• Required action: Locate, in the data below, the line that contains "Task: Click on the Shop Pay" and the line that contains "This screenshot has width=1797, height=1011."; reproduce exactly those two lines and every line between them, nothing more.
** Opening Data supplied block **
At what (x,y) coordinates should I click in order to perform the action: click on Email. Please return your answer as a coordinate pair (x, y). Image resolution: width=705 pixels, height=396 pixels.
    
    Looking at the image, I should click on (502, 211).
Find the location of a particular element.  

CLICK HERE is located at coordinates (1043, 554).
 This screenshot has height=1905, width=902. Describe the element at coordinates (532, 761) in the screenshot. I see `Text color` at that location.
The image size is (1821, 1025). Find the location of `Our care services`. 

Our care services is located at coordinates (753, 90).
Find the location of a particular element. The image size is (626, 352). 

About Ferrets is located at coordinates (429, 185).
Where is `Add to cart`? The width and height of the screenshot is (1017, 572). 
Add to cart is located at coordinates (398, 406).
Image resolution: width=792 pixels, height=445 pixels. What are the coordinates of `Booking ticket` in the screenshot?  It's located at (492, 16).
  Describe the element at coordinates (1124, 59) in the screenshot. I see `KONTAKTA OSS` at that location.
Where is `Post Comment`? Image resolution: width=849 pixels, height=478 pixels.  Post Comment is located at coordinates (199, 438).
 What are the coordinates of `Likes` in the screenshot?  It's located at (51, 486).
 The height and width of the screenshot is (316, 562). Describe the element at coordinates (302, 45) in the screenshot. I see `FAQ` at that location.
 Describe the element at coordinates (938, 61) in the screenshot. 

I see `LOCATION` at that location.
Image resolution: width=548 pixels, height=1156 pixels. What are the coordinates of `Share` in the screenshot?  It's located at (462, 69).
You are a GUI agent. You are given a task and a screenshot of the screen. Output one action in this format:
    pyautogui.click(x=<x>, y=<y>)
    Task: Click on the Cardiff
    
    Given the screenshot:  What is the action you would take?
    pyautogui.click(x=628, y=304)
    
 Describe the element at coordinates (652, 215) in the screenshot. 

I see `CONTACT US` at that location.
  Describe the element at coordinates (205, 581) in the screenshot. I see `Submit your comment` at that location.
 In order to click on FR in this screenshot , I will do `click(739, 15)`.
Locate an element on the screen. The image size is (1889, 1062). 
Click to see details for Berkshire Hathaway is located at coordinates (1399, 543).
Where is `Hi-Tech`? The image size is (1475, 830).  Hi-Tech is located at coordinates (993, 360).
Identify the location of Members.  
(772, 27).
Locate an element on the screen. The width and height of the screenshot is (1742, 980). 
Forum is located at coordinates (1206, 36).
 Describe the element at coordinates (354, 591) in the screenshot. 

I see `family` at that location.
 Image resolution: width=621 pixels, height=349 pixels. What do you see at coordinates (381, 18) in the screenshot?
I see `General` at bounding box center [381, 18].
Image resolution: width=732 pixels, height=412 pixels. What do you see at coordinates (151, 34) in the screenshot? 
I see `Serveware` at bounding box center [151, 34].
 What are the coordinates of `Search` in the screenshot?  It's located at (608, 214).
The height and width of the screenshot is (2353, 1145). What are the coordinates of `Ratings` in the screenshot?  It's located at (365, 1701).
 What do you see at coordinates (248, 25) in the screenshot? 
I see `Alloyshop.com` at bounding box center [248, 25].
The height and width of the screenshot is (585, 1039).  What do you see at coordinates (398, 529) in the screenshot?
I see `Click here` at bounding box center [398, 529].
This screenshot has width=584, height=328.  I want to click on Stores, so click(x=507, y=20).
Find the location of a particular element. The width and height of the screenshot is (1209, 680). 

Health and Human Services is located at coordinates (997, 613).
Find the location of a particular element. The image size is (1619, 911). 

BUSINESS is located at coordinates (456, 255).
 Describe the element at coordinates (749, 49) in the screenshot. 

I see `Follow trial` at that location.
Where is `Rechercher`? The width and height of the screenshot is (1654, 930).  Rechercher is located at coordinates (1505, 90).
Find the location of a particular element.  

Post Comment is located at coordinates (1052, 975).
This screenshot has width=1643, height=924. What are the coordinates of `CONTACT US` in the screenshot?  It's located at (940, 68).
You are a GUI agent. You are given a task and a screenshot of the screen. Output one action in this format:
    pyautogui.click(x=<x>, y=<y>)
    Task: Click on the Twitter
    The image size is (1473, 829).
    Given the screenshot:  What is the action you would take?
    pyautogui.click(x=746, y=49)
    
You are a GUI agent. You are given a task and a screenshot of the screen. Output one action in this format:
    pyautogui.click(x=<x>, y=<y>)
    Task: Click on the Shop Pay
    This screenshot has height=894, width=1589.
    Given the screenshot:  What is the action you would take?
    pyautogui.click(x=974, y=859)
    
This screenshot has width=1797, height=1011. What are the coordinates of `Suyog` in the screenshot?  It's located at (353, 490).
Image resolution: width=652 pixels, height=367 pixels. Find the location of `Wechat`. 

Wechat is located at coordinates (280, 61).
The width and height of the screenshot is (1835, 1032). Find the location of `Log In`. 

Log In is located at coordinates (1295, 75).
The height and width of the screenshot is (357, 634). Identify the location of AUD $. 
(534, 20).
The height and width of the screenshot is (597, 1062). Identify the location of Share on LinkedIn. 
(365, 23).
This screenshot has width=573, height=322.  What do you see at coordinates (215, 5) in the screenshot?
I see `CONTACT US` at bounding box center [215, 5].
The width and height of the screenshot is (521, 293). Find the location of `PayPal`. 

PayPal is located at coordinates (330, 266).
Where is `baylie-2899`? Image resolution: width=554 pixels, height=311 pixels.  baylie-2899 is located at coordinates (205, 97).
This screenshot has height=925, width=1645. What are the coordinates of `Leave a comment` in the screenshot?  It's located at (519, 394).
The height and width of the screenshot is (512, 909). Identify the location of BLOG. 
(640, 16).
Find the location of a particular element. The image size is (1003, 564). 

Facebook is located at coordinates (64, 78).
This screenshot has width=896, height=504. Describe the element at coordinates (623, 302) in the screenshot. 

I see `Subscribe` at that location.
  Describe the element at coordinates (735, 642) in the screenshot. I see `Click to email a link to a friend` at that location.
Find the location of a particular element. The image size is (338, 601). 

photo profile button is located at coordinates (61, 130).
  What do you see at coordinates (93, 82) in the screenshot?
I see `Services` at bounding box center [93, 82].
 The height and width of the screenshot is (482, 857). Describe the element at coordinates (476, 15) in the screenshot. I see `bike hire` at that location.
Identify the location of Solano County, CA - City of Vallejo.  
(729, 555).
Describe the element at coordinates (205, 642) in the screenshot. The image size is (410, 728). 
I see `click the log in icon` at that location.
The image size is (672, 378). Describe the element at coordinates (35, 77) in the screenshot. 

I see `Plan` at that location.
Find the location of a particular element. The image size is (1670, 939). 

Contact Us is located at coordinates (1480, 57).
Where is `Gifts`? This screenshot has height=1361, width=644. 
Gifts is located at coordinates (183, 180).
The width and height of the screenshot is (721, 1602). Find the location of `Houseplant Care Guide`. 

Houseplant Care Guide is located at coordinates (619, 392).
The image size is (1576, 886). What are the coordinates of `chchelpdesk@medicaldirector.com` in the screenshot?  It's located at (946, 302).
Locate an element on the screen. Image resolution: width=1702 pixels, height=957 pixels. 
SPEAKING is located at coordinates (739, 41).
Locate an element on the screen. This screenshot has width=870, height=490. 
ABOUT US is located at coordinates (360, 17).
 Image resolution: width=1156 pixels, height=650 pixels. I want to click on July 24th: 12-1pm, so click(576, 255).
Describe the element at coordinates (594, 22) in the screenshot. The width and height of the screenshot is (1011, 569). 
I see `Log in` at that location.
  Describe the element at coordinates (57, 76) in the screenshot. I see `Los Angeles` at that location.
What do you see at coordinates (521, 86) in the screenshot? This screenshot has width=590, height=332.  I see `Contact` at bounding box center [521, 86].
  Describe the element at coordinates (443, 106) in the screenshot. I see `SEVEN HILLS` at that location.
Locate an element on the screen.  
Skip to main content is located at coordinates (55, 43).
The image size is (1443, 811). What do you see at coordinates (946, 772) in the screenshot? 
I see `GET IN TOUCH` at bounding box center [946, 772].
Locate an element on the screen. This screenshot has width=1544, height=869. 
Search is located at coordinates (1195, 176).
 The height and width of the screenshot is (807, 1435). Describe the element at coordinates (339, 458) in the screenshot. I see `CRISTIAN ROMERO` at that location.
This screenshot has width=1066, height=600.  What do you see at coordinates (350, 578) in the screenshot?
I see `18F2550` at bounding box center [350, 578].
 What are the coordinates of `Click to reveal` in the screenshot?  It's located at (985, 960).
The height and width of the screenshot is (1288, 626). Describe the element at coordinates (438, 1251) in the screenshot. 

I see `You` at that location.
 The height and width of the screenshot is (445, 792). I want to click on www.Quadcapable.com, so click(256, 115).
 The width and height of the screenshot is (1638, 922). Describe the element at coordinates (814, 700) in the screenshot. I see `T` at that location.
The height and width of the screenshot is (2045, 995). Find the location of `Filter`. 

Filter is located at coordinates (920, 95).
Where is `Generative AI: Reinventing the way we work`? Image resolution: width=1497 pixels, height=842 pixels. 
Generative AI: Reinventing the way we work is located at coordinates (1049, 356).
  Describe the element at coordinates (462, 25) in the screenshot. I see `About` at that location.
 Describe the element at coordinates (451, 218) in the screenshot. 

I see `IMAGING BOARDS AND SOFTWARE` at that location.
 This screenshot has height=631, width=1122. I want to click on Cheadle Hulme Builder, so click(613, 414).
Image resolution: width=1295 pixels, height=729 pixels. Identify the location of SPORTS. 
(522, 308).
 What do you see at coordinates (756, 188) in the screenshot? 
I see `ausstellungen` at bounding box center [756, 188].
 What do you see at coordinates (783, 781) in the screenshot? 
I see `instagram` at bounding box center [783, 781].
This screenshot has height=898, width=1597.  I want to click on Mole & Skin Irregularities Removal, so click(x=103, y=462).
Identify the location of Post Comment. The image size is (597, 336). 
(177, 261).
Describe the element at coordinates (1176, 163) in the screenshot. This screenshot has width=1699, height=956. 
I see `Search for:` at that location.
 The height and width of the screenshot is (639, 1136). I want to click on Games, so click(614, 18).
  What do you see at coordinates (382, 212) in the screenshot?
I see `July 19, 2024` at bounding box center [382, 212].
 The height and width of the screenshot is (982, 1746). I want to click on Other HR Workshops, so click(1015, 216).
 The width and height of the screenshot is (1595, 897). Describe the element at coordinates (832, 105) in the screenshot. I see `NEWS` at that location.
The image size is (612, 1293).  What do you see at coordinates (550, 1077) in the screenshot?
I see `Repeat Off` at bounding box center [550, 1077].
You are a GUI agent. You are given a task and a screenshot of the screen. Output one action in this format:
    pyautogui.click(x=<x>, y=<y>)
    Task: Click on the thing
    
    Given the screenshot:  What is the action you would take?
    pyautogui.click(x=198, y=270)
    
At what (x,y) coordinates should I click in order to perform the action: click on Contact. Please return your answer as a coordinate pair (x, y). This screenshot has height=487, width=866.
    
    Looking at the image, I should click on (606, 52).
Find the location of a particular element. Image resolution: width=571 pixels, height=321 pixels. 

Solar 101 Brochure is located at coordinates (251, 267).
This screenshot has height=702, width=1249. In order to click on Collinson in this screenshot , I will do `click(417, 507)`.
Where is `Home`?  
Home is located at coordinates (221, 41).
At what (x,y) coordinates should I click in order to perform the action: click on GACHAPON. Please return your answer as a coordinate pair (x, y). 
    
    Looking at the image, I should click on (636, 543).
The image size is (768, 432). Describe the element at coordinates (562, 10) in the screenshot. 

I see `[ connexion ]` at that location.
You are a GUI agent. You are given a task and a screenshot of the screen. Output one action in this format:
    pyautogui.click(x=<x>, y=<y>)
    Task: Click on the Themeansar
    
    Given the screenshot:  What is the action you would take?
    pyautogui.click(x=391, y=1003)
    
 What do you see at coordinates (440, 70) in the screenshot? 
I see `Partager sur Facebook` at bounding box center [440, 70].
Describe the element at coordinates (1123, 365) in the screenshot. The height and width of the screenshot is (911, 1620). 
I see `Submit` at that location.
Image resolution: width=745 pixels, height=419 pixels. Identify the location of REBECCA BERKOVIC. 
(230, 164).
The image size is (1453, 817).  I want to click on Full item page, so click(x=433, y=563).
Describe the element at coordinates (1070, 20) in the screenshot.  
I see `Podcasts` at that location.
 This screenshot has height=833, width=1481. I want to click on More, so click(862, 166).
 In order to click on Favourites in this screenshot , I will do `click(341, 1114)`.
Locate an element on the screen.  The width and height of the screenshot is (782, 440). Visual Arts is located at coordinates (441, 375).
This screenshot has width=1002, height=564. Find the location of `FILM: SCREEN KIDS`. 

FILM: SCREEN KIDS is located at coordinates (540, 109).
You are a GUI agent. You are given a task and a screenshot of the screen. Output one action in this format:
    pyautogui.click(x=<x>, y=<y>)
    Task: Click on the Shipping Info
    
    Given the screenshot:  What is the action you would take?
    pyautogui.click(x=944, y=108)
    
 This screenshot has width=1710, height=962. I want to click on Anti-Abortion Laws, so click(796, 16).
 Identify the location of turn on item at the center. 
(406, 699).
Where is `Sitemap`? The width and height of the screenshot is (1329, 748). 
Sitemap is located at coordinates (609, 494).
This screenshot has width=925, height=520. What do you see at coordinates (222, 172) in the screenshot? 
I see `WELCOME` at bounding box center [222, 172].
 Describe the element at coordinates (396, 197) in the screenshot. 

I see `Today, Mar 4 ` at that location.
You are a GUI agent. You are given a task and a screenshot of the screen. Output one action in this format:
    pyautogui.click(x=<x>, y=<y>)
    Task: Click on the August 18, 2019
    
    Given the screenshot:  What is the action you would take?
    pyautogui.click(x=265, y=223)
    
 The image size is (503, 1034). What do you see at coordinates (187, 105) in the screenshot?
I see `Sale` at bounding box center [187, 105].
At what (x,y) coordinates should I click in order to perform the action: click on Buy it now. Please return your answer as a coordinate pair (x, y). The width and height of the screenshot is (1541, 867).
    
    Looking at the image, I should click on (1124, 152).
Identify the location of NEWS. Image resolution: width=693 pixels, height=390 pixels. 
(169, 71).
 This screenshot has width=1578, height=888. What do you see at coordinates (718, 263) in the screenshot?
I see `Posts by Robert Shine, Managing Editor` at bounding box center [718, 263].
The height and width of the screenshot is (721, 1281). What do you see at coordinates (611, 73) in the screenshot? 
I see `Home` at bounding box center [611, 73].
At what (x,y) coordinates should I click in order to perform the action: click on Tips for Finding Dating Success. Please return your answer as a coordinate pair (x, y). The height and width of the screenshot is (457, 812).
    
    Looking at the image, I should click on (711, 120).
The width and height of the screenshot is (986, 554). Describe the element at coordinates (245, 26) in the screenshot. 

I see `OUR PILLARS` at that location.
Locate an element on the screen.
** Closing Data supplied block **
• Exercise response:
    Task: Click on the Shop Pay
    This screenshot has height=894, width=1589.
    Given the screenshot:  What is the action you would take?
    pyautogui.click(x=974, y=859)
    
This screenshot has width=1797, height=1011. What are the coordinates of `Suyog` in the screenshot?  It's located at (353, 490).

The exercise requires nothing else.